MEDIEVAL AND MODERN HISTORY 23
ered
it to her. ' When she, with great joy, lookt for her biiliment, she
found, far from her expectation, a billiment of peaze; and so she
almost wept for verie griefe.1
Meanwhile,
in the yet unknown America, pearls were highly prized, and their magic
charm had taken an irresistible hold on aborigines and on the more
highly civilized inhabitants of Mexico and Peru. In Mexico the palaces
of Montezuma were studded with pearls and emeralds, and the Aztec
kings possessed pearls of inestimable value. That they had been
collected elsewhere for a long time is evidenced by the large
quantities in the recently opened mounds of the Ohio Valley, which rank
among the ancient works of man in America. As in the Old World, so in
the New, they had been used as decoration for the gods and for the
temples, as well as for men and women.
The
principal immediate effect of Columbus's discovery and of the
commercial intercourse with the New World, was the great wealth of
pearls which enriched the Spanish traders. The natives were found in
possession of rich fisheries on the coast of Venezuela, and somewhat
later on the Pacific coast of Panama and Mexico, whence Eldorado
adventurers returned to Spain with such large collections that—using an
old chronicler's expression—"they were to every man like chaff." For
many years America was best known in Seville, Cadiz, and some other
ports of Europe, as the land whence the pearls came. Until the
development of the mines in Mexico and Peru, the value of the pearls
exceeded that of all other exports combined. Humboldt states that till
1530 these averaged in value more than 800,000 piastres yearly.2
And throughout the sixteenth century the American fisheries—prosecuted
by the Spaniards with the help of native labor—furnished Europe with
large quantities, the records for one year showing imports of "697
pounds' weight" into Seville alone.
For
two centuries following the discovery of America, extravagance in
personal decoration was almost unlimited at the European courts, and
the pearls exceeded in quantity that of all other gems. Enormous
numbers were worn by persons of rank and fortune. This is apparent, not
only from the antiquarian records and the historical accounts, but also
in the paintings and engravings of that time; portraits of the
Hapsburgs, the Valois, the Medicis, the Borgias, the Tudors, and the
Stuarts show great quantities of pearls, and relatively few other gems.
Probably the largest treasures were in possession of the Hapsburg
1 Jones, "History and Mystery of Precious to the New Continent," London, 1822, Vol. Stones," London, 1880, p. 135. II, p. 273.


- Try it -
Lines containing "screenshot" should be pulled from the material below.

- Excerpted data -
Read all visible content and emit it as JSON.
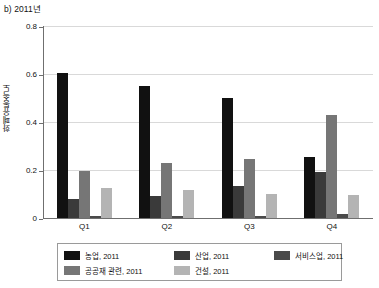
{
  "chart_data": {
    "type": "bar",
    "title": "b) 2011년",
    "xlabel": "",
    "ylabel": "화폐유통속도",
    "ylim": [
      0,
      0.8
    ],
    "yticks": [
      "0",
      "0.2",
      "0.4",
      "0.6",
      "0.8"
    ],
    "ytick_values": [
      0,
      0.2,
      0.4,
      0.6,
      0.8
    ],
    "grid": true,
    "legend_position": "below-plot",
    "categories": [
      "Q1",
      "Q2",
      "Q3",
      "Q4"
    ],
    "series": [
      {
        "name": "농업, 2011",
        "color": "#111111",
        "values": [
          0.605,
          0.55,
          0.5,
          0.255
        ]
      },
      {
        "name": "산업, 2011",
        "color": "#3a3a3a",
        "values": [
          0.08,
          0.09,
          0.135,
          0.19
        ]
      },
      {
        "name": "공공재 관련, 2011",
        "color": "#767676",
        "values": [
          0.195,
          0.23,
          0.245,
          0.43
        ]
      },
      {
        "name": "서비스업, 2011",
        "color": "#4a4a4a",
        "values": [
          0.008,
          0.008,
          0.01,
          0.015
        ]
      },
      {
        "name": "건설, 2011",
        "color": "#b4b4b4",
        "values": [
          0.125,
          0.115,
          0.1,
          0.095
        ]
      }
    ]
  },
  "legend": {
    "entries": [
      {
        "label": "농업, 2011",
        "color": "#111111"
      },
      {
        "label": "산업, 2011",
        "color": "#3a3a3a"
      },
      {
        "label": "서비스업, 2011",
        "color": "#4a4a4a"
      },
      {
        "label": "공공재 관련, 2011",
        "color": "#767676"
      },
      {
        "label": "건설, 2011",
        "color": "#b4b4b4"
      }
    ]
  }
}
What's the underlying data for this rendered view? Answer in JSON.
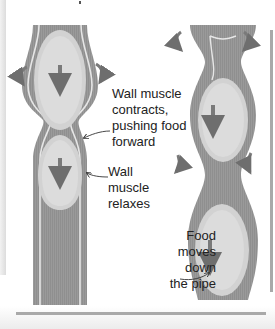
{
  "diagram": {
    "labels": {
      "contracts": "Wall muscle\ncontracts,\npushing food\nforward",
      "relaxes": "Wall\nmuscle\nrelaxes",
      "food_moves": "Food\nmoves\ndown\nthe pipe"
    },
    "colors": {
      "wall_dark": "#8c8c8c",
      "wall_mid": "#a6a6a6",
      "lining_light": "#e0e0e0",
      "food_bolus": "#cfcfcf",
      "arrow": "#7a7a7a",
      "text": "#222222",
      "background": "#ffffff"
    },
    "tubes": [
      {
        "name": "left-esophagus-segment",
        "boluses": 2
      },
      {
        "name": "right-esophagus-segment",
        "boluses": 3
      }
    ]
  }
}
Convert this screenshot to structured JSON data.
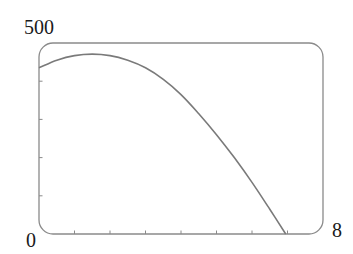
{
  "chart_data": {
    "type": "line",
    "title": "",
    "xlabel": "",
    "ylabel": "",
    "xlim": [
      0,
      8
    ],
    "ylim": [
      0,
      500
    ],
    "x_tick_labels": [
      "0",
      "8"
    ],
    "y_tick_labels": [
      "500"
    ],
    "x_ticks": [
      1,
      2,
      3,
      4,
      5,
      6,
      7
    ],
    "y_ticks": [
      100,
      200,
      300,
      400
    ],
    "grid": false,
    "legend": null,
    "series": [
      {
        "name": "curve",
        "x": [
          0,
          0.5,
          1,
          1.5,
          2,
          2.5,
          3,
          3.5,
          4,
          4.5,
          5,
          5.5,
          6,
          6.5,
          6.95
        ],
        "values": [
          435,
          455,
          467,
          471,
          467,
          455,
          435,
          405,
          365,
          315,
          260,
          200,
          135,
          65,
          0
        ]
      }
    ],
    "line_color": "#7a7a7a"
  },
  "labels": {
    "y_max": "500",
    "x_min": "0",
    "x_max": "8"
  }
}
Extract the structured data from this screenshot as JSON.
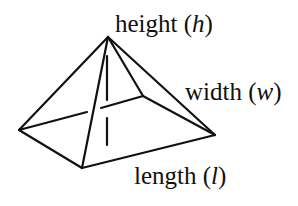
{
  "diagram": {
    "type": "square pyramid",
    "labels": {
      "height": {
        "word": "height",
        "open": " (",
        "var": "h",
        "close": ")"
      },
      "width": {
        "word": "width",
        "open": " (",
        "var": "w",
        "close": ")"
      },
      "length": {
        "word": "length",
        "open": " (",
        "var": "l",
        "close": ")"
      }
    },
    "vertices": {
      "apex": [
        108,
        37
      ],
      "left": [
        19,
        130
      ],
      "front": [
        82,
        168
      ],
      "right": [
        215,
        135
      ],
      "back": [
        143,
        96
      ]
    },
    "colors": {
      "stroke": "#111111",
      "background": "#ffffff"
    }
  }
}
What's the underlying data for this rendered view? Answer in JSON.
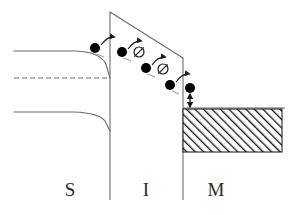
{
  "figure": {
    "kind": "semiconductor-band-diagram",
    "background_color": "#ffffff",
    "line_color": "#6b6b6b",
    "dark_line_color": "#333333",
    "carrier_color": "#000000",
    "label_color": "#2b2b2b",
    "hatch_color": "#111111"
  },
  "regions": [
    {
      "id": "semiconductor",
      "label": "S",
      "label_x": 70,
      "label_y": 196,
      "x_start": 14,
      "x_end": 110
    },
    {
      "id": "insulator",
      "label": "I",
      "label_x": 146,
      "label_y": 196,
      "x_start": 110,
      "x_end": 183
    },
    {
      "id": "metal",
      "label": "M",
      "label_x": 216,
      "label_y": 196,
      "x_start": 183,
      "x_end": 285
    }
  ],
  "interfaces": [
    {
      "id": "s-i-interface",
      "x": 110,
      "y_top": 12,
      "y_bottom": 200
    },
    {
      "id": "i-m-interface",
      "x": 183,
      "y_top": 58,
      "y_bottom": 200
    }
  ],
  "bands": {
    "semiconductor_conduction_band": {
      "name": "conduction-band-edge",
      "style": "solid",
      "path": "M 14 51 L 76 51 Q 100 52 106 64 L 110 78"
    },
    "semiconductor_fermi_level": {
      "name": "fermi-level",
      "style": "dashed",
      "dash": "5,3",
      "path": "M 14 78 L 110 78"
    },
    "semiconductor_valence_band": {
      "name": "valence-band-edge",
      "style": "solid",
      "path": "M 14 112 L 74 112 Q 99 113 105 121 L 110 131"
    },
    "insulator_conduction_band": {
      "name": "insulator-conduction-band",
      "style": "solid",
      "path": "M 110 12 L 183 58"
    },
    "metal_fermi_level": {
      "name": "metal-fermi-level",
      "style": "solid",
      "path": "M 183 108 L 285 108"
    }
  },
  "metal_fill": {
    "name": "metal-filled-states",
    "x": 183,
    "y": 109,
    "width": 99,
    "height": 43,
    "hatch": "diagonal-45"
  },
  "carriers": [
    {
      "id": "electron-1",
      "type": "electron",
      "cx": 95,
      "cy": 48,
      "r": 5
    },
    {
      "id": "electron-2",
      "type": "electron",
      "cx": 122,
      "cy": 52,
      "r": 5
    },
    {
      "id": "electron-3",
      "type": "electron",
      "cx": 146,
      "cy": 68,
      "r": 5
    },
    {
      "id": "electron-4",
      "type": "electron",
      "cx": 170,
      "cy": 85,
      "r": 5
    },
    {
      "id": "electron-5",
      "type": "electron",
      "cx": 190,
      "cy": 88,
      "r": 5
    }
  ],
  "empty_states": [
    {
      "id": "empty-trap-1",
      "type": "empty-state",
      "cx": 139,
      "cy": 52,
      "r": 5
    },
    {
      "id": "empty-trap-2",
      "type": "empty-state",
      "cx": 163,
      "cy": 69,
      "r": 5
    }
  ],
  "hop_arrows": [
    {
      "id": "hop-arrow-1",
      "path": "M 101 45 Q 108 36 114 37"
    },
    {
      "id": "hop-arrow-2",
      "path": "M 128 49 Q 135 40 141 41"
    },
    {
      "id": "hop-arrow-3",
      "path": "M 152 65 Q 159 56 165 57"
    },
    {
      "id": "hop-arrow-4",
      "path": "M 176 82 Q 183 73 189 74"
    }
  ],
  "tail_marks": [
    {
      "id": "tail-mark-1",
      "path": "M 97 54 L 104 57"
    },
    {
      "id": "tail-mark-2",
      "path": "M 124 58 L 131 61"
    },
    {
      "id": "tail-mark-3",
      "path": "M 148 74 L 155 77"
    },
    {
      "id": "tail-mark-4",
      "path": "M 172 91 L 179 94"
    }
  ],
  "relaxation_arrow": {
    "id": "relaxation-arrow",
    "x": 190,
    "y_start": 94,
    "y_end": 107,
    "double_headed": true
  }
}
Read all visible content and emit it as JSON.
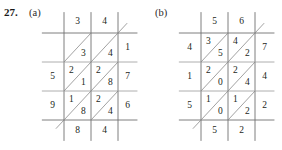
{
  "exercise": {
    "number": "27.",
    "parts": [
      {
        "label": "(a)"
      },
      {
        "label": "(b)"
      }
    ]
  },
  "grids": [
    {
      "id": "grid-a",
      "part": "(a)",
      "columns": 2,
      "rows": 3,
      "top_multiplicand": [
        "3",
        "4"
      ],
      "right_multiplier": [
        "1",
        "7",
        "6"
      ],
      "left_digits": [
        "",
        "5",
        "9"
      ],
      "bottom_digits": [
        "8",
        "4"
      ],
      "cells": [
        [
          {
            "upper": "",
            "lower": "3"
          },
          {
            "upper": "",
            "lower": "4"
          }
        ],
        [
          {
            "upper": "2",
            "lower": "1"
          },
          {
            "upper": "2",
            "lower": "8"
          }
        ],
        [
          {
            "upper": "1",
            "lower": "8"
          },
          {
            "upper": "2",
            "lower": "4"
          }
        ]
      ]
    },
    {
      "id": "grid-b",
      "part": "(b)",
      "columns": 2,
      "rows": 3,
      "top_multiplicand": [
        "5",
        "6"
      ],
      "right_multiplier": [
        "7",
        "4",
        "2"
      ],
      "left_digits": [
        "4",
        "1",
        "5"
      ],
      "bottom_digits": [
        "5",
        "2"
      ],
      "cells": [
        [
          {
            "upper": "3",
            "lower": "5"
          },
          {
            "upper": "4",
            "lower": "2"
          }
        ],
        [
          {
            "upper": "2",
            "lower": "0"
          },
          {
            "upper": "2",
            "lower": "4"
          }
        ],
        [
          {
            "upper": "1",
            "lower": "0"
          },
          {
            "upper": "1",
            "lower": "2"
          }
        ]
      ]
    }
  ],
  "colors": {
    "ink": "#231f20",
    "gridline": "#6f6f6f",
    "diagonal": "#8a8a8a",
    "background": "#ffffff"
  }
}
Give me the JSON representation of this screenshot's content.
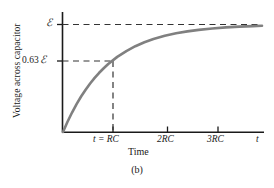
{
  "figure": {
    "caption": "(b)",
    "background_color": "#ffffff",
    "axis_color": "#1a1a1a",
    "curve_color": "#808080",
    "dash_color": "#333333"
  },
  "chart_data": {
    "type": "line",
    "title": "",
    "subtitle": "",
    "xlabel": "Time",
    "ylabel": "Voltage across capacitor",
    "grid": false,
    "legend": null,
    "x_tick_labels": [
      "t = RC",
      "2RC",
      "3RC",
      "t"
    ],
    "x_tick_values": [
      1,
      2,
      3,
      4.15
    ],
    "y_tick_labels": [
      "0.63 ℰ",
      "ℰ"
    ],
    "y_tick_values": [
      0.63,
      1.0
    ],
    "xlim": [
      0,
      4.4
    ],
    "ylim": [
      0,
      1.12
    ],
    "equation": "V = ℰ (1 - e^(-t/RC))",
    "series": [
      {
        "name": "Voltage across capacitor",
        "x": [
          0.0,
          0.1,
          0.2,
          0.3,
          0.4,
          0.5,
          0.6,
          0.7,
          0.8,
          0.9,
          1.0,
          1.2,
          1.4,
          1.6,
          1.8,
          2.0,
          2.25,
          2.5,
          2.75,
          3.0,
          3.3,
          3.6,
          3.9,
          4.2,
          4.4
        ],
        "y": [
          0.0,
          0.095,
          0.181,
          0.259,
          0.33,
          0.393,
          0.451,
          0.503,
          0.551,
          0.593,
          0.632,
          0.699,
          0.753,
          0.798,
          0.835,
          0.865,
          0.895,
          0.918,
          0.936,
          0.95,
          0.963,
          0.973,
          0.98,
          0.985,
          0.988
        ]
      }
    ],
    "annotations": [
      {
        "name": "asymptote-emf",
        "label": "ℰ",
        "type": "horizontal-dashed-line",
        "y": 1.0
      },
      {
        "name": "marker-063-emf-horizontal",
        "label": "0.63 ℰ",
        "type": "horizontal-dashed-line",
        "y": 0.63,
        "x_end": 1.0
      },
      {
        "name": "marker-rc-vertical",
        "label": "t = RC",
        "type": "vertical-dashed-line",
        "x": 1.0,
        "y_end": 0.63
      }
    ]
  },
  "labels": {
    "y_axis_title": "Voltage across capacitor",
    "x_axis_title": "Time",
    "emf_symbol": "ℰ",
    "value_063_prefix": "0.63",
    "tick_rc": "t = RC",
    "tick_2rc": "2RC",
    "tick_3rc": "3RC",
    "tick_t": "t",
    "caption": "(b)"
  }
}
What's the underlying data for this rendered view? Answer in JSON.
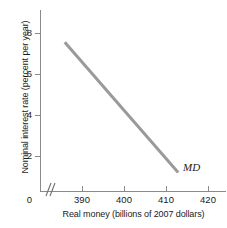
{
  "chart_data": {
    "type": "line",
    "title": "",
    "subtitle": "",
    "xlabel": "Real money (billions of 2007 dollars)",
    "ylabel": "Nominal interest rate (percent per year)",
    "xlim": [
      385,
      422
    ],
    "ylim": [
      0,
      8.9
    ],
    "grid": false,
    "legend_position": "inline-right",
    "axis_break_x": true,
    "origin_label": "0",
    "xticks": [
      390,
      400,
      410,
      420
    ],
    "xtick_labels": [
      "390",
      "400",
      "410",
      "420"
    ],
    "yticks": [
      2,
      4,
      6,
      8
    ],
    "ytick_labels": [
      "2",
      "4",
      "6",
      "8"
    ],
    "series": [
      {
        "name": "MD",
        "label": "MD",
        "color": "#9a9a9a",
        "linewidth": 3,
        "x": [
          385.9,
          412.9
        ],
        "values": [
          7.55,
          1.2
        ],
        "annotation": "MD"
      }
    ],
    "annotations": [
      {
        "text": "MD",
        "x": 414.5,
        "y": 1.5
      }
    ]
  },
  "colors": {
    "curve": "#9a9a9a",
    "axis": "#8a8a8a",
    "text": "#1a1a1a",
    "background": "#ffffff"
  }
}
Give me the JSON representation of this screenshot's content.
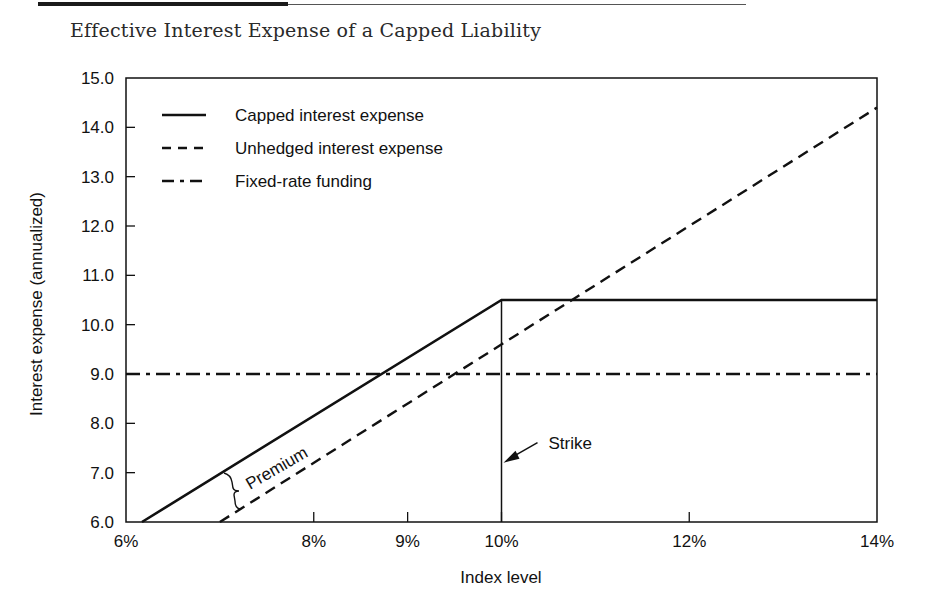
{
  "figure": {
    "title": "Effective Interest Expense of a Capped Liability"
  },
  "chart_data": {
    "type": "line",
    "title": "Effective Interest Expense of a Capped Liability",
    "xlabel": "Index level",
    "ylabel": "Interest expense (annualized)",
    "xlim": [
      6,
      14
    ],
    "ylim": [
      6.0,
      15.0
    ],
    "x_ticks": [
      {
        "value": 6,
        "label": "6%"
      },
      {
        "value": 8,
        "label": "8%"
      },
      {
        "value": 9,
        "label": "9%"
      },
      {
        "value": 10,
        "label": "10%"
      },
      {
        "value": 12,
        "label": "12%"
      },
      {
        "value": 14,
        "label": "14%"
      }
    ],
    "y_ticks": [
      {
        "value": 6.0,
        "label": "6.0"
      },
      {
        "value": 7.0,
        "label": "7.0"
      },
      {
        "value": 8.0,
        "label": "8.0"
      },
      {
        "value": 9.0,
        "label": "9.0"
      },
      {
        "value": 10.0,
        "label": "10.0"
      },
      {
        "value": 11.0,
        "label": "11.0"
      },
      {
        "value": 12.0,
        "label": "12.0"
      },
      {
        "value": 13.0,
        "label": "13.0"
      },
      {
        "value": 14.0,
        "label": "14.0"
      },
      {
        "value": 15.0,
        "label": "15.0"
      }
    ],
    "grid": false,
    "legend_position": "upper-left",
    "series": [
      {
        "name": "Capped interest expense",
        "style": "solid",
        "x": [
          6.17,
          10,
          14
        ],
        "y": [
          6.0,
          10.5,
          10.5
        ]
      },
      {
        "name": "Unhedged interest expense",
        "style": "dashed",
        "x": [
          7.0,
          14
        ],
        "y": [
          6.0,
          14.4
        ]
      },
      {
        "name": "Fixed-rate funding",
        "style": "dash-dot",
        "x": [
          6,
          14
        ],
        "y": [
          9.0,
          9.0
        ]
      }
    ],
    "annotations": [
      {
        "text": "Strike",
        "x": 10,
        "y": 7.0,
        "type": "arrow-label",
        "note": "vertical line at 10% from 6.0 to 10.5"
      },
      {
        "text": "Premium",
        "x": 7.0,
        "y": 6.7,
        "type": "brace-label",
        "note": "gap between capped and unhedged lines (~0.9)"
      }
    ]
  },
  "colors": {
    "ink": "#111111",
    "background": "#ffffff"
  }
}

- Solution to the problem -
Convert this screenshot to structured JSON data.
Extract the structured data from this screenshot as JSON.
Give me the JSON representation of this screenshot's content.
Give me the JSON representation of this screenshot's content.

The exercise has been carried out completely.